My copy of the book "UNIX" published in 1985, i.e. the Italian edition of "The UNIX Programming Environment" by Brian Kernighan and @robpike The English edition of this classic was first published 40 years ago in 1984.
Whenever possible I got the original English editions of computing books as the quality of Italian translations was usually low. This book is an exception and is pretty good.
I mean, What really is stopping me from dropping everything to dive head first into a completely new field and write a #UNIX#MicroKernel in #RustLang ?
I saw an ad for this CD set at a very low price in a computer magazine. I decided to give it a try, enticed by the low cost and this 'alternative solution to Windows', and in late 1996 I ordered this set.
When it arrived, I was fascinated (having never used a Unix or Unix-like system before) but a bit daunted by the lack of support for the main applications I knew. A few months later, though, I decided to give it another go and from that point, I never looked back. Whether it was Linux, one of the BSDs, or something similar (but Unix or Unix-like), I was not going back to systems like Windows.
My #ThrowbackThursday today is probably one of the most significant in my computing life.
Unix wishlist: A flag for tee(1) that will have it read from stdin and write into its output file(s) as fast as possible.
Currently, it will only read from stdin as fast as its own stdout can process the data, even if stdin could supply it faster.
Instead, if it wrote to the file(s) as fast as possible and serve stdout from these files, stdin could be depleted and closed faster, which is (e.g.) nice to the web server if stdin is curl or something.
This morning I wrote a #bash alias that switches into a repository directory, checks out the main branch, opens #macos Finder windows for two subdirectories, launches a new #firefox Nightly window, waits a second, and then opens four URLs as tabs of that new window, so yeeeeaaaahhhh, I guess you could say the day is going pretty good so far. #unix#script#nerd#hashtag
I got a Raspberry Pi 5 a while ago, and little by little I'm adding some software I'll find useful (and also figuring out how the darn OS works; I've never used Unix-like OSes before).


→ **Exercise**:
From the entries that follow, copy each line containing the word "geometry".

→ **Information given**:
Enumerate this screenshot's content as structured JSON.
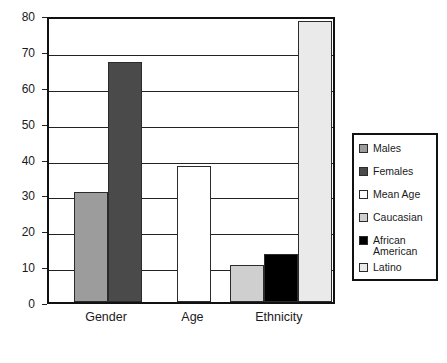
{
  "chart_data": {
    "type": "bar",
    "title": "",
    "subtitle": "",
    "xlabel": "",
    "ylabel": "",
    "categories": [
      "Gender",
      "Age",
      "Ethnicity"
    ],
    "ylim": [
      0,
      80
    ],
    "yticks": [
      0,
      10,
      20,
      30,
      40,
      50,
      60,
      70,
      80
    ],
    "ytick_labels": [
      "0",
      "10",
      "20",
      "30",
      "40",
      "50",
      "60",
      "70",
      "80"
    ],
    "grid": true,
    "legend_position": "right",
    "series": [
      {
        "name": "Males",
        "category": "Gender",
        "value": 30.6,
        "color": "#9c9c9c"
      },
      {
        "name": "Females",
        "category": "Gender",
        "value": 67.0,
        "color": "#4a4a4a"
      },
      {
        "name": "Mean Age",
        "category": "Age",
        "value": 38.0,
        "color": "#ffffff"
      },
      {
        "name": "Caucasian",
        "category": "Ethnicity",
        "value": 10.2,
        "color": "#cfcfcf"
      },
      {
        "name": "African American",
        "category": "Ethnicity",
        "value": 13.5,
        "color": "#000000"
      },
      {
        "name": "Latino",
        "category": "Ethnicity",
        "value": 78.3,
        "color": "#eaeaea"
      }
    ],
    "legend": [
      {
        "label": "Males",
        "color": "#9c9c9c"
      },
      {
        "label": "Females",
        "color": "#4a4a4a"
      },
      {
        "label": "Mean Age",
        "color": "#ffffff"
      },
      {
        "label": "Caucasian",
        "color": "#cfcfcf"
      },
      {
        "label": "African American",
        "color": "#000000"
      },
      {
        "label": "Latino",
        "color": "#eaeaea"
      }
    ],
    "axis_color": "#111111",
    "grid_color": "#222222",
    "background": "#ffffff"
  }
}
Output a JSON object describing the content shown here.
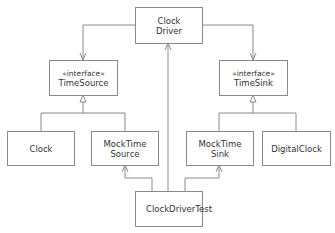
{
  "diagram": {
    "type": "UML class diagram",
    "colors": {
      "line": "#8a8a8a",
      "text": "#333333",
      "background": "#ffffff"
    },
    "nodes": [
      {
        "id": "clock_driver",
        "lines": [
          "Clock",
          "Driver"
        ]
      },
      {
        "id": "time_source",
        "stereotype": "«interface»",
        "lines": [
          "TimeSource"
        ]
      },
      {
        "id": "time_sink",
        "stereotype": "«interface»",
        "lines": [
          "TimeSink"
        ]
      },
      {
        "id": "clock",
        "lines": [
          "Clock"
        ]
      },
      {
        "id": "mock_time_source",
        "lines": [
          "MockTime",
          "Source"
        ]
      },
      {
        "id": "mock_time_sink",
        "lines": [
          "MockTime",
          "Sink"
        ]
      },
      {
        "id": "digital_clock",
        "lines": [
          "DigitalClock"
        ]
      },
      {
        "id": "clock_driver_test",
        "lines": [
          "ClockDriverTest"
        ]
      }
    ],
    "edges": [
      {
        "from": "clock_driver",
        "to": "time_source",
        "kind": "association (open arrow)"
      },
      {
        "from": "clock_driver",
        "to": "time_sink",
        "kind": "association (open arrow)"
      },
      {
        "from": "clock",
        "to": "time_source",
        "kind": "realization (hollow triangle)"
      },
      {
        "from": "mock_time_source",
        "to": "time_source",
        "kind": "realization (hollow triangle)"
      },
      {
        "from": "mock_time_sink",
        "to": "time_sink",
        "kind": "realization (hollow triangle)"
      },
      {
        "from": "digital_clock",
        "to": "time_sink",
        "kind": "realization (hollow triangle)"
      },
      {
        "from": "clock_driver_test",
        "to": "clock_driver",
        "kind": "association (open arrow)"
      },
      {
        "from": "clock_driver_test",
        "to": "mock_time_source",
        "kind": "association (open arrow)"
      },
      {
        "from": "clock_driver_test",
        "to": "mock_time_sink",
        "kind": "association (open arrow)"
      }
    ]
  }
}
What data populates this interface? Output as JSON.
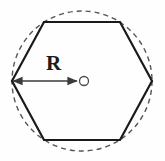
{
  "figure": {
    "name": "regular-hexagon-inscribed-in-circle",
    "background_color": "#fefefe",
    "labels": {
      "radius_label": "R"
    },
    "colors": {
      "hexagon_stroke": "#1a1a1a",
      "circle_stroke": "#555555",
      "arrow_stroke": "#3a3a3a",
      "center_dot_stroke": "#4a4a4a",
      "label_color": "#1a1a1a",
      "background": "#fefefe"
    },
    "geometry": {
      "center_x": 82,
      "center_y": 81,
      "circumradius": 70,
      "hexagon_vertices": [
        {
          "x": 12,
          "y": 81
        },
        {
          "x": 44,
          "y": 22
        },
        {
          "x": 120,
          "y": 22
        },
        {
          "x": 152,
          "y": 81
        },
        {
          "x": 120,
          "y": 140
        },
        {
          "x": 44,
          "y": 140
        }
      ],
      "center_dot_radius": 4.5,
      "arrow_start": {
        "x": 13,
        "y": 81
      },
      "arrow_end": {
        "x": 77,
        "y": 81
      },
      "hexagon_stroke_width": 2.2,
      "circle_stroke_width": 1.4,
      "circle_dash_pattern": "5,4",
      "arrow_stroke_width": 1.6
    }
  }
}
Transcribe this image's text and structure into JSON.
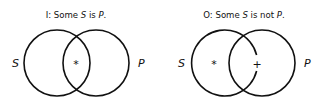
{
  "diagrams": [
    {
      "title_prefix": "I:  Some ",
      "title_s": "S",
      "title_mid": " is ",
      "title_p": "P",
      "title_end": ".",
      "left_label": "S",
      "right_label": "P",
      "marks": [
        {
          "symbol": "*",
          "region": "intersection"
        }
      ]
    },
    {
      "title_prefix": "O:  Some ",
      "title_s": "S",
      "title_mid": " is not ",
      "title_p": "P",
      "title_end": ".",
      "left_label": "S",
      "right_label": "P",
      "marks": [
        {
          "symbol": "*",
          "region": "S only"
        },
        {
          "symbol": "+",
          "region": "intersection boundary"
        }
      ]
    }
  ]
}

==

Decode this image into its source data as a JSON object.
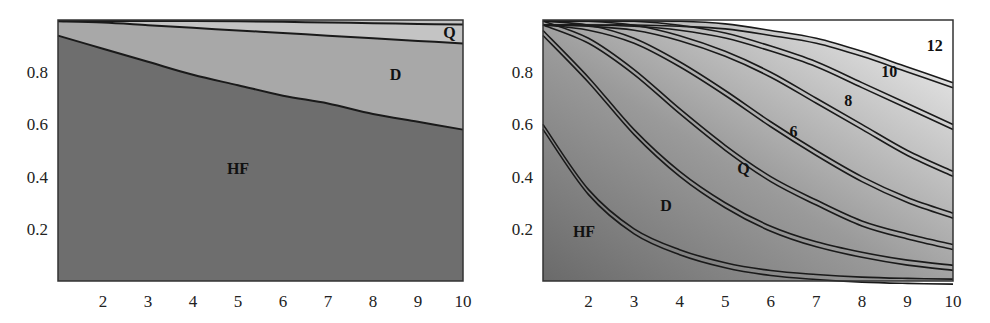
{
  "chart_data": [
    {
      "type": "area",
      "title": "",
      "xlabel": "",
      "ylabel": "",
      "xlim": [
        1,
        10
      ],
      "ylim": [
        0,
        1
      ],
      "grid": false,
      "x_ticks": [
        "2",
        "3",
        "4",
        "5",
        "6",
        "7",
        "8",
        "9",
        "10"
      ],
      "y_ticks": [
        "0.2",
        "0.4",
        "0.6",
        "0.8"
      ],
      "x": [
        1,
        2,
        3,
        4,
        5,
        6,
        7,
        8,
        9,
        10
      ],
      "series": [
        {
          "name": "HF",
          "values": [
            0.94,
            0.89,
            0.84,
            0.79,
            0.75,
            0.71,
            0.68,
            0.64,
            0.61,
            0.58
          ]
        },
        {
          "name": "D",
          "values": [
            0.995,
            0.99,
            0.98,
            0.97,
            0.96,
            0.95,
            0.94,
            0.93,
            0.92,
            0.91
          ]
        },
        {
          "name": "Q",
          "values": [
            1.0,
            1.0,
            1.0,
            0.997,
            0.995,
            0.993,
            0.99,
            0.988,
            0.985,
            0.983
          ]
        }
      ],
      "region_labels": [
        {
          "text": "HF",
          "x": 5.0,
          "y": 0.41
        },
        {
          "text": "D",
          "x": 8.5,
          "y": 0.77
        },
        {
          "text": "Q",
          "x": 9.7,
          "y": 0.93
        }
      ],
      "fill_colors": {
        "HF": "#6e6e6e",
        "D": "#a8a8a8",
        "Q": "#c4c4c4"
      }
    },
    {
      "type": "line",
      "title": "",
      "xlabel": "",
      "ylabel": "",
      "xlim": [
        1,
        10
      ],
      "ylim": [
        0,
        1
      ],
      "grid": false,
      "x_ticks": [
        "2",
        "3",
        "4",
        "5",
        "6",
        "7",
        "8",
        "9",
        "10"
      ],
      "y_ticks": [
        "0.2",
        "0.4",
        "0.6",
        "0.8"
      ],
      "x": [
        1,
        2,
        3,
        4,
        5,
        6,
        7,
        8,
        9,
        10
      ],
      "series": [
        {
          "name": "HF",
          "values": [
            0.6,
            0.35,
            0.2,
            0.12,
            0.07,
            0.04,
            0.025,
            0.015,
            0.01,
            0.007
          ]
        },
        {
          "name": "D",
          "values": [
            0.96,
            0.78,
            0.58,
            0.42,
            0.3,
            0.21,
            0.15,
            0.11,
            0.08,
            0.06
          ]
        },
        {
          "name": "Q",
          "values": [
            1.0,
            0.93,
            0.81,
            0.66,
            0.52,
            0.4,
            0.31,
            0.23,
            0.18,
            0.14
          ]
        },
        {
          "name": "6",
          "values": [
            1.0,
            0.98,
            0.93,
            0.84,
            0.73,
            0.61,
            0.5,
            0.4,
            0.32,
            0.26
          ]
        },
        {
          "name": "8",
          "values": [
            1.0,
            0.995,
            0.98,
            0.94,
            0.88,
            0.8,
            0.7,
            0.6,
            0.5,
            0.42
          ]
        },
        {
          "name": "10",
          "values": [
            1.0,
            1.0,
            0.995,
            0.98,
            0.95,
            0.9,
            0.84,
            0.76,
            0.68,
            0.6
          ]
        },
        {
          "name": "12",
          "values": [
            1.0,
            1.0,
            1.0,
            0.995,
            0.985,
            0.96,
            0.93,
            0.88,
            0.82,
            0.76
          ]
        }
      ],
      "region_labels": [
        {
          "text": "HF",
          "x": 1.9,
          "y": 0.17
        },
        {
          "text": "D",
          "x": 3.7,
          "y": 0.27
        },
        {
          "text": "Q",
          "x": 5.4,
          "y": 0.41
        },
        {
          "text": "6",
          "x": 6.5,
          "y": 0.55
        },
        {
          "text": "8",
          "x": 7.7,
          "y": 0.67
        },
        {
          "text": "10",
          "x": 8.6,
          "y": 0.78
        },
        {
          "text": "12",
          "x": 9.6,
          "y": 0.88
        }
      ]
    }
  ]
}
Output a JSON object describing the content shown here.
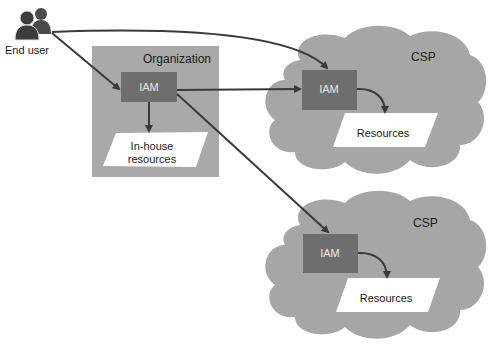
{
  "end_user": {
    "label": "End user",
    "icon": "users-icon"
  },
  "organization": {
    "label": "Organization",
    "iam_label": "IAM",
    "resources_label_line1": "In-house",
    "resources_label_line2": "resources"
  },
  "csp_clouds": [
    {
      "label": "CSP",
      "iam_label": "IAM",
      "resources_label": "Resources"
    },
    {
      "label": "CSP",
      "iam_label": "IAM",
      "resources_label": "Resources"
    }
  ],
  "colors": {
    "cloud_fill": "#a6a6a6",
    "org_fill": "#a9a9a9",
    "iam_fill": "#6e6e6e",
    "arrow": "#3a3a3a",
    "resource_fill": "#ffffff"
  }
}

* * *

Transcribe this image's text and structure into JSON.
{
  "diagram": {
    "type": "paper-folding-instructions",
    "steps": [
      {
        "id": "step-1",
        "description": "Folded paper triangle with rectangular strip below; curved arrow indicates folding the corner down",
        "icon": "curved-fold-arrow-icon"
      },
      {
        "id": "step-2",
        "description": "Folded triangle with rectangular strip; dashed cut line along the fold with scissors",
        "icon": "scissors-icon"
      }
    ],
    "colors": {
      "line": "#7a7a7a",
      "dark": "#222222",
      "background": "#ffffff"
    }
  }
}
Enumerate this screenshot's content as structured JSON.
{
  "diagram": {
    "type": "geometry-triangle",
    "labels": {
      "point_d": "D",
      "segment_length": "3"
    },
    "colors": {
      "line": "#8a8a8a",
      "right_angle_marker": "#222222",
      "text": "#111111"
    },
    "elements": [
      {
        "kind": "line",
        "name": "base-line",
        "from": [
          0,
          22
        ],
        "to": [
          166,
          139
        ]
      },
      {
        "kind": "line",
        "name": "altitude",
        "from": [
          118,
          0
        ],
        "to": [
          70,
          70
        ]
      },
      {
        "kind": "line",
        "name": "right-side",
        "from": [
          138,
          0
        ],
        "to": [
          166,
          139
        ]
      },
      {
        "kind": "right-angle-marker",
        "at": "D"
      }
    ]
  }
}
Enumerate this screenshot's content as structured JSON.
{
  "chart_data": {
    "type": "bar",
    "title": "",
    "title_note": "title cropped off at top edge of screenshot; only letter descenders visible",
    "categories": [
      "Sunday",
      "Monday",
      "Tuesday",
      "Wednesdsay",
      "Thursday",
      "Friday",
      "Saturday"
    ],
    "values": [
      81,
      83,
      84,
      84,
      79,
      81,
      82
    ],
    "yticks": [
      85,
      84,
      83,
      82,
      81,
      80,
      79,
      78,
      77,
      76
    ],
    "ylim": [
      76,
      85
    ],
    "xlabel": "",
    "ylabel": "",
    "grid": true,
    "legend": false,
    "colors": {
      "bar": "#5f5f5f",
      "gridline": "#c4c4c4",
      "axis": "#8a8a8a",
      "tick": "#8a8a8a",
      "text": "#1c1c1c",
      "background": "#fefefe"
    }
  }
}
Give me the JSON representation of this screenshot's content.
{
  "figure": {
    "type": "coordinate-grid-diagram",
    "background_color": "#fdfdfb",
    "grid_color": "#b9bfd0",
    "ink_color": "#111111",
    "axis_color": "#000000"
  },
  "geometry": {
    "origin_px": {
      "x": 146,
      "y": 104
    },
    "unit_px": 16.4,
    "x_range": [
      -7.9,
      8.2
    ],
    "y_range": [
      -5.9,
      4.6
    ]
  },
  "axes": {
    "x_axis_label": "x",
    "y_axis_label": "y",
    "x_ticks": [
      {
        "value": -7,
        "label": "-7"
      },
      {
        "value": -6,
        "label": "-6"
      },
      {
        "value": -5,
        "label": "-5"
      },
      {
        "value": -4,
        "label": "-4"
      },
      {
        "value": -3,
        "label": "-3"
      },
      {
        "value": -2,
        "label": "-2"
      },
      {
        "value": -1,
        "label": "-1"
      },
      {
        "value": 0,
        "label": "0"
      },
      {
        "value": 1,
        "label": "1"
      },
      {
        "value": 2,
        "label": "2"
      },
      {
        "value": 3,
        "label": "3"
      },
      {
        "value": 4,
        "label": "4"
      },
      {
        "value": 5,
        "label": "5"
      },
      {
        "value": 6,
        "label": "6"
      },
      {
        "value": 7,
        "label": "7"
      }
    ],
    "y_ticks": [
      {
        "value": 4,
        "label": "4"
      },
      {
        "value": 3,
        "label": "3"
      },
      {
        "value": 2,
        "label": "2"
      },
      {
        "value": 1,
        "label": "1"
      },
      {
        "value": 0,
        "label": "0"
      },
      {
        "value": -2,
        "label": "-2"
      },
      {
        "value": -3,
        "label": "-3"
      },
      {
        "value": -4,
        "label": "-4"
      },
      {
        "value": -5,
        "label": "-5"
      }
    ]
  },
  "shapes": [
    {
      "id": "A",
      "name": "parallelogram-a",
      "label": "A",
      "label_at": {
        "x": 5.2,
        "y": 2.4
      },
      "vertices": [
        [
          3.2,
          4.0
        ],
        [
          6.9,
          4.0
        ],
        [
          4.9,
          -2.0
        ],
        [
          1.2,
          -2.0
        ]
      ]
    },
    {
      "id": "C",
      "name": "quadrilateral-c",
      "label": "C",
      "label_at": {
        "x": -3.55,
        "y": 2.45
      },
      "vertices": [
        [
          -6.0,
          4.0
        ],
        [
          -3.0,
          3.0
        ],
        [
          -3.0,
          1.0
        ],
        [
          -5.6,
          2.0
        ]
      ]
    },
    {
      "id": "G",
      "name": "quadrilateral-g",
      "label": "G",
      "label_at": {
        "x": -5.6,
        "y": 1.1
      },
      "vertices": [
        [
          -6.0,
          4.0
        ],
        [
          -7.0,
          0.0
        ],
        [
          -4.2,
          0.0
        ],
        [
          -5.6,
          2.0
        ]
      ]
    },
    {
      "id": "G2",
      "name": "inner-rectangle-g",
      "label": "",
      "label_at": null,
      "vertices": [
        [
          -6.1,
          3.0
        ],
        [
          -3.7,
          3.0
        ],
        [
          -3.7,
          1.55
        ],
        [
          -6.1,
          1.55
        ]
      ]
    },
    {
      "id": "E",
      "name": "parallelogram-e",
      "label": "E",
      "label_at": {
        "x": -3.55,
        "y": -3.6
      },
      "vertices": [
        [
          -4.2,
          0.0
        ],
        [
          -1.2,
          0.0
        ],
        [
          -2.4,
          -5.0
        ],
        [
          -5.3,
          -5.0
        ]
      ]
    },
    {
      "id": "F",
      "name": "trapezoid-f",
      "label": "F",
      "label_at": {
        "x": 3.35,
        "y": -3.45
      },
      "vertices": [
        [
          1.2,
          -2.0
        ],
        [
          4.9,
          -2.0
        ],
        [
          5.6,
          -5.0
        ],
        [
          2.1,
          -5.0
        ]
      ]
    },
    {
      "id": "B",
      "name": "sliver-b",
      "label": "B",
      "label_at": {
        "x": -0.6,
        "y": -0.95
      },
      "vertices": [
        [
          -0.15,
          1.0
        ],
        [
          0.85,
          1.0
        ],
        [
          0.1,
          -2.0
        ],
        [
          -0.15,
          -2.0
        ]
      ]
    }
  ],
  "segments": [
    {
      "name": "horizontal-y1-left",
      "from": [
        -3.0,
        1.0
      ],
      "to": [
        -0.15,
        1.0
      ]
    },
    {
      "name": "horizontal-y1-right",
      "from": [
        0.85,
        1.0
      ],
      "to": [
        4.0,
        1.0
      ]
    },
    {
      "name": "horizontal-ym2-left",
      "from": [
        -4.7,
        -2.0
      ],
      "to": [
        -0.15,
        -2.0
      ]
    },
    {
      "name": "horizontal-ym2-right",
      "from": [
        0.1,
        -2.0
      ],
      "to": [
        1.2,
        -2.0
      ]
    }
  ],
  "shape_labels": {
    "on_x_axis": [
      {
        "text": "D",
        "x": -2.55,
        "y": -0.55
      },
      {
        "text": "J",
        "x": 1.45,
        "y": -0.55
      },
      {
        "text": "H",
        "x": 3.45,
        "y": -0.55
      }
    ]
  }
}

→ **Exercise answer**:
    "geometry": {
    "type": "geometry-triangle",
  "geometry": {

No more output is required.